At some point, Chow Fun left Victoria for the B.C. mainland. By 1924, he was living in Mission City and working as a labourer. His family believes he worked at one time as a farmer, then a laundryman and, later in life, as a waiter.
Chow Fun traveled back to China twice. On these visits, he fathered two daughters: Lai Ping and Lai Kwan. Following the repeal of the Exclusion Act, Chow Fun applied for and was granted Canadian citizenship in 1954.

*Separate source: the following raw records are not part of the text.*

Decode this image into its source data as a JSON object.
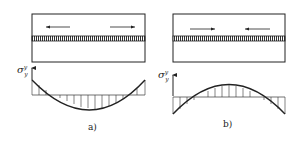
{
  "panels": [
    {
      "id": "a",
      "caption": "a)",
      "axis_label": "σ",
      "axis_sup": "y",
      "axis_sub": "y",
      "arrows": [
        "left",
        "right"
      ],
      "arrow_meaning": "outward (tension)",
      "distribution": "concave-up: positive at ends, negative in middle"
    },
    {
      "id": "b",
      "caption": "b)",
      "axis_label": "σ",
      "axis_sup": "y",
      "axis_sub": "y",
      "arrows": [
        "right",
        "left"
      ],
      "arrow_meaning": "inward (compression)",
      "distribution": "concave-down: negative at ends, positive in middle"
    }
  ],
  "colors": {
    "line": "#222222",
    "hatch": "#333333",
    "background": "#ffffff"
  }
}
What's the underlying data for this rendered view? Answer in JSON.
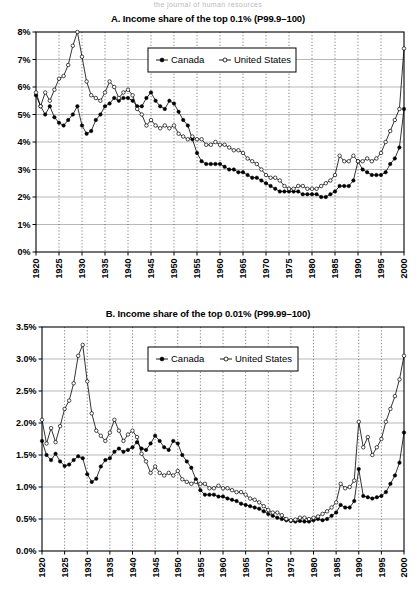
{
  "page": {
    "header_artifact": "the journal of human resources"
  },
  "legend": {
    "series": [
      {
        "name": "Canada",
        "marker": "filled-circle",
        "color": "#000000"
      },
      {
        "name": "United States",
        "marker": "open-circle",
        "color": "#000000"
      }
    ]
  },
  "chart_data": [
    {
      "type": "line",
      "id": "panel-a",
      "title": "A. Income share of the top 0.1% (P99.9–100)",
      "xlabel": "",
      "ylabel": "",
      "xlim": [
        1920,
        2000
      ],
      "ylim": [
        0,
        8
      ],
      "grid": true,
      "legend_position": "upper-center",
      "xticks": [
        1920,
        1925,
        1930,
        1935,
        1940,
        1945,
        1950,
        1955,
        1960,
        1965,
        1970,
        1975,
        1980,
        1985,
        1990,
        1995,
        2000
      ],
      "xticklabels": [
        "1920",
        "1925",
        "1930",
        "1935",
        "1940",
        "1945",
        "1950",
        "1955",
        "1960",
        "1965",
        "1970",
        "1975",
        "1980",
        "1985",
        "1990",
        "1995",
        "2000"
      ],
      "yticks": [
        0,
        1,
        2,
        3,
        4,
        5,
        6,
        7,
        8
      ],
      "yticklabels": [
        "0%",
        "1%",
        "2%",
        "3%",
        "4%",
        "5%",
        "6%",
        "7%",
        "8%"
      ],
      "x": [
        1920,
        1921,
        1922,
        1923,
        1924,
        1925,
        1926,
        1927,
        1928,
        1929,
        1930,
        1931,
        1932,
        1933,
        1934,
        1935,
        1936,
        1937,
        1938,
        1939,
        1940,
        1941,
        1942,
        1943,
        1944,
        1945,
        1946,
        1947,
        1948,
        1949,
        1950,
        1951,
        1952,
        1953,
        1954,
        1955,
        1956,
        1957,
        1958,
        1959,
        1960,
        1961,
        1962,
        1963,
        1964,
        1965,
        1966,
        1967,
        1968,
        1969,
        1970,
        1971,
        1972,
        1973,
        1974,
        1975,
        1976,
        1977,
        1978,
        1979,
        1980,
        1981,
        1982,
        1983,
        1984,
        1985,
        1986,
        1987,
        1988,
        1989,
        1990,
        1991,
        1992,
        1993,
        1994,
        1995,
        1996,
        1997,
        1998,
        1999,
        2000
      ],
      "series": [
        {
          "name": "Canada",
          "marker": "filled-circle",
          "values": [
            5.7,
            5.3,
            5.0,
            5.3,
            4.9,
            4.7,
            4.6,
            4.8,
            5.0,
            5.3,
            4.6,
            4.3,
            4.4,
            4.8,
            5.0,
            5.3,
            5.4,
            5.6,
            5.5,
            5.6,
            5.6,
            5.5,
            5.3,
            5.3,
            5.6,
            5.8,
            5.5,
            5.3,
            5.2,
            5.5,
            5.4,
            5.1,
            4.8,
            4.6,
            4.1,
            3.6,
            3.3,
            3.2,
            3.2,
            3.2,
            3.2,
            3.1,
            3.0,
            3.0,
            2.9,
            2.9,
            2.8,
            2.7,
            2.7,
            2.6,
            2.5,
            2.4,
            2.3,
            2.2,
            2.2,
            2.2,
            2.2,
            2.2,
            2.1,
            2.1,
            2.1,
            2.1,
            2.0,
            2.0,
            2.1,
            2.2,
            2.4,
            2.4,
            2.4,
            2.6,
            3.3,
            3.0,
            2.9,
            2.8,
            2.8,
            2.8,
            2.9,
            3.2,
            3.4,
            3.8,
            5.2
          ]
        },
        {
          "name": "United States",
          "marker": "open-circle",
          "values": [
            5.8,
            5.3,
            5.8,
            5.5,
            5.9,
            6.3,
            6.4,
            6.8,
            7.5,
            8.0,
            7.1,
            6.2,
            5.7,
            5.6,
            5.5,
            5.8,
            6.2,
            6.0,
            5.6,
            5.8,
            5.9,
            5.7,
            5.2,
            5.0,
            4.6,
            4.8,
            4.6,
            4.5,
            4.6,
            4.5,
            4.6,
            4.3,
            4.2,
            4.1,
            4.2,
            4.1,
            4.1,
            3.9,
            3.9,
            4.0,
            3.9,
            3.9,
            3.8,
            3.7,
            3.7,
            3.6,
            3.4,
            3.3,
            3.2,
            3.0,
            2.8,
            2.7,
            2.7,
            2.6,
            2.4,
            2.3,
            2.3,
            2.4,
            2.4,
            2.3,
            2.3,
            2.3,
            2.4,
            2.5,
            2.6,
            2.8,
            3.5,
            3.3,
            3.3,
            3.5,
            3.3,
            3.3,
            3.4,
            3.3,
            3.4,
            3.6,
            4.0,
            4.4,
            4.8,
            5.2,
            7.4
          ]
        }
      ]
    },
    {
      "type": "line",
      "id": "panel-b",
      "title": "B. Income share of the top 0.01% (P99.99–100)",
      "xlabel": "",
      "ylabel": "",
      "xlim": [
        1920,
        2000
      ],
      "ylim": [
        0,
        3.5
      ],
      "grid": true,
      "legend_position": "upper-center",
      "xticks": [
        1920,
        1925,
        1930,
        1935,
        1940,
        1945,
        1950,
        1955,
        1960,
        1965,
        1970,
        1975,
        1980,
        1985,
        1990,
        1995,
        2000
      ],
      "xticklabels": [
        "1920",
        "1925",
        "1930",
        "1935",
        "1940",
        "1945",
        "1950",
        "1955",
        "1960",
        "1965",
        "1970",
        "1975",
        "1980",
        "1985",
        "1990",
        "1995",
        "2000"
      ],
      "yticks": [
        0.0,
        0.5,
        1.0,
        1.5,
        2.0,
        2.5,
        3.0,
        3.5
      ],
      "yticklabels": [
        "0.0%",
        "0.5%",
        "1.0%",
        "1.5%",
        "2.0%",
        "2.5%",
        "3.0%",
        "3.5%"
      ],
      "x": [
        1920,
        1921,
        1922,
        1923,
        1924,
        1925,
        1926,
        1927,
        1928,
        1929,
        1930,
        1931,
        1932,
        1933,
        1934,
        1935,
        1936,
        1937,
        1938,
        1939,
        1940,
        1941,
        1942,
        1943,
        1944,
        1945,
        1946,
        1947,
        1948,
        1949,
        1950,
        1951,
        1952,
        1953,
        1954,
        1955,
        1956,
        1957,
        1958,
        1959,
        1960,
        1961,
        1962,
        1963,
        1964,
        1965,
        1966,
        1967,
        1968,
        1969,
        1970,
        1971,
        1972,
        1973,
        1974,
        1975,
        1976,
        1977,
        1978,
        1979,
        1980,
        1981,
        1982,
        1983,
        1984,
        1985,
        1986,
        1987,
        1988,
        1989,
        1990,
        1991,
        1992,
        1993,
        1994,
        1995,
        1996,
        1997,
        1998,
        1999,
        2000
      ],
      "series": [
        {
          "name": "Canada",
          "marker": "filled-circle",
          "values": [
            1.72,
            1.5,
            1.42,
            1.52,
            1.4,
            1.33,
            1.35,
            1.42,
            1.48,
            1.45,
            1.2,
            1.08,
            1.13,
            1.32,
            1.42,
            1.45,
            1.55,
            1.6,
            1.55,
            1.58,
            1.62,
            1.7,
            1.6,
            1.58,
            1.68,
            1.8,
            1.72,
            1.62,
            1.58,
            1.72,
            1.68,
            1.5,
            1.4,
            1.3,
            1.12,
            0.95,
            0.88,
            0.88,
            0.88,
            0.85,
            0.85,
            0.82,
            0.8,
            0.78,
            0.74,
            0.72,
            0.7,
            0.68,
            0.66,
            0.62,
            0.58,
            0.55,
            0.52,
            0.5,
            0.48,
            0.47,
            0.46,
            0.47,
            0.46,
            0.46,
            0.48,
            0.5,
            0.48,
            0.5,
            0.55,
            0.6,
            0.72,
            0.68,
            0.68,
            0.78,
            1.28,
            0.86,
            0.84,
            0.82,
            0.84,
            0.86,
            0.92,
            1.05,
            1.18,
            1.38,
            1.85
          ]
        },
        {
          "name": "United States",
          "marker": "open-circle",
          "values": [
            2.05,
            1.68,
            1.92,
            1.7,
            1.95,
            2.22,
            2.35,
            2.62,
            3.05,
            3.22,
            2.65,
            2.15,
            1.88,
            1.8,
            1.72,
            1.85,
            2.05,
            1.88,
            1.72,
            1.82,
            1.88,
            1.78,
            1.52,
            1.4,
            1.22,
            1.32,
            1.22,
            1.18,
            1.22,
            1.18,
            1.25,
            1.12,
            1.08,
            1.05,
            1.08,
            1.05,
            1.05,
            0.98,
            0.98,
            1.02,
            0.98,
            0.98,
            0.95,
            0.92,
            0.92,
            0.88,
            0.82,
            0.8,
            0.76,
            0.7,
            0.64,
            0.6,
            0.6,
            0.56,
            0.5,
            0.48,
            0.49,
            0.52,
            0.52,
            0.5,
            0.52,
            0.54,
            0.58,
            0.62,
            0.68,
            0.76,
            1.05,
            0.98,
            1.0,
            1.1,
            2.02,
            1.62,
            1.78,
            1.5,
            1.62,
            1.75,
            2.02,
            2.22,
            2.42,
            2.68,
            3.05
          ]
        }
      ]
    }
  ]
}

The following year, he sponsored a “paper son” to Canada. CHOW Chew-Leong was, in fact, Fun’s son-in-law married to his daughter, Lai Kwan. It would take another decade before Lai Kwan arrived in Vancouver in 1965 with her two children: George (14) and John (10). Fun’s other daughter, Lai Ping, and her family were sponsored by a Winnipeg church as a refugee family and landed in Winnipeg in 1963.
Even with his family in Canada, Chow Fun continued to live a solitary existence. In Vancouver, his daughter, Lai Kwan and her husband were busy trying to survive and earn a living.

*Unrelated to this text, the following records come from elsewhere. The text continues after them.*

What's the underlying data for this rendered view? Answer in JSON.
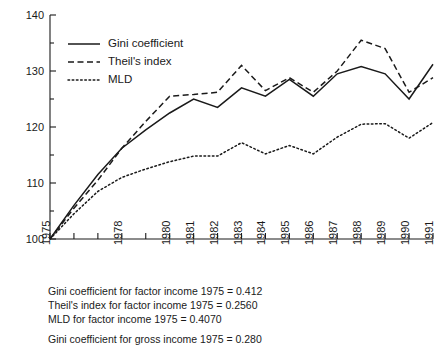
{
  "chart_data": {
    "type": "line",
    "title": "",
    "subtitle": "",
    "xlabel": "",
    "ylabel": "",
    "x": [
      1975,
      1976,
      1977,
      1978,
      1979,
      1980,
      1981,
      1982,
      1983,
      1984,
      1985,
      1986,
      1987,
      1988,
      1989,
      1990,
      1991
    ],
    "categories": [
      "1975",
      "1976",
      "1977",
      "1978",
      "1979",
      "1980",
      "1981",
      "1982",
      "1983",
      "1984",
      "1985",
      "1986",
      "1987",
      "1988",
      "1989",
      "1990",
      "1991"
    ],
    "tick_labels_shown": [
      "1975",
      "",
      "",
      "1978",
      "",
      "1980",
      "1981",
      "1982",
      "1983",
      "1984",
      "1985",
      "1986",
      "1987",
      "1988",
      "1989",
      "1990",
      "1991"
    ],
    "series": [
      {
        "name": "Gini coefficient",
        "style": "solid",
        "values": [
          100,
          106.0,
          111.5,
          116.2,
          119.5,
          122.5,
          125.0,
          123.5,
          127.0,
          125.5,
          128.5,
          125.5,
          129.5,
          130.8,
          129.5,
          125.0,
          131.2
        ]
      },
      {
        "name": "Theil's index",
        "style": "dashed",
        "values": [
          100,
          105.5,
          110.5,
          116.2,
          121.0,
          125.5,
          125.8,
          126.2,
          131.0,
          126.5,
          128.8,
          126.2,
          130.0,
          135.5,
          134.0,
          126.2,
          128.8
        ]
      },
      {
        "name": "MLD",
        "style": "dotted",
        "values": [
          100,
          104.5,
          108.5,
          111.0,
          112.5,
          113.8,
          114.8,
          114.8,
          117.2,
          115.2,
          116.7,
          115.2,
          118.2,
          120.5,
          120.6,
          118.0,
          120.8
        ]
      }
    ],
    "ylim": [
      100,
      140
    ],
    "yticks": [
      100,
      110,
      120,
      130,
      140
    ],
    "yticklabels": [
      "100",
      "110",
      "120",
      "130",
      "140"
    ],
    "yminorticks": [
      105,
      115,
      125,
      135
    ],
    "grid": false,
    "legend_position": "upper-left",
    "legend_entries": [
      "Gini coefficient",
      "Theil's index",
      "MLD"
    ]
  },
  "caption": {
    "lines": [
      "Gini coefficient for factor income 1975 = 0.412",
      "Theil's index for factor income 1975 = 0.2560",
      "MLD for factor income 1975 = 0.4070"
    ],
    "footnote": "Gini coefficient for gross income 1975 = 0.280"
  },
  "colors": {
    "ink": "#1a1a1a",
    "background": "#ffffff"
  }
}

After decades on his own, Chow Fun was familiar with and comfortable with the bachelor’s life. He continued to live independently in a rooming house in Chinatown where he rented a tiny room with a hotplate and a shared washroom down the hall. At one point, Chow Fun lived in the back of the same building as his daughter at 634 Main. Generally, he was quiet around his family and kept to himself.

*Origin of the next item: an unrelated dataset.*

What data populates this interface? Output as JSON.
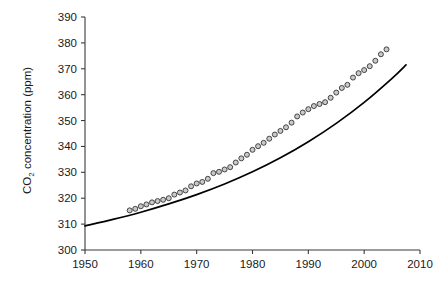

Chow Fun died in 1976. He passed away knowing he had done his job well. He had sustained his family in China for years on what were likely meagre wages and had managed to get them all safely over to Canada after the repeal.
His grandson, George King Chow, would go on to become a mechanical engineer, and become involved in municipal and provincial politics, with the City of Vancouver and Province of British Columbia, respectively. In fact, in his role as minister in the B.C. government, George Chow would be instrumental in establishing the Chinese Canadian Museum of B.C., an institution dedicated to sharing the story of the Chinese Canadian experience.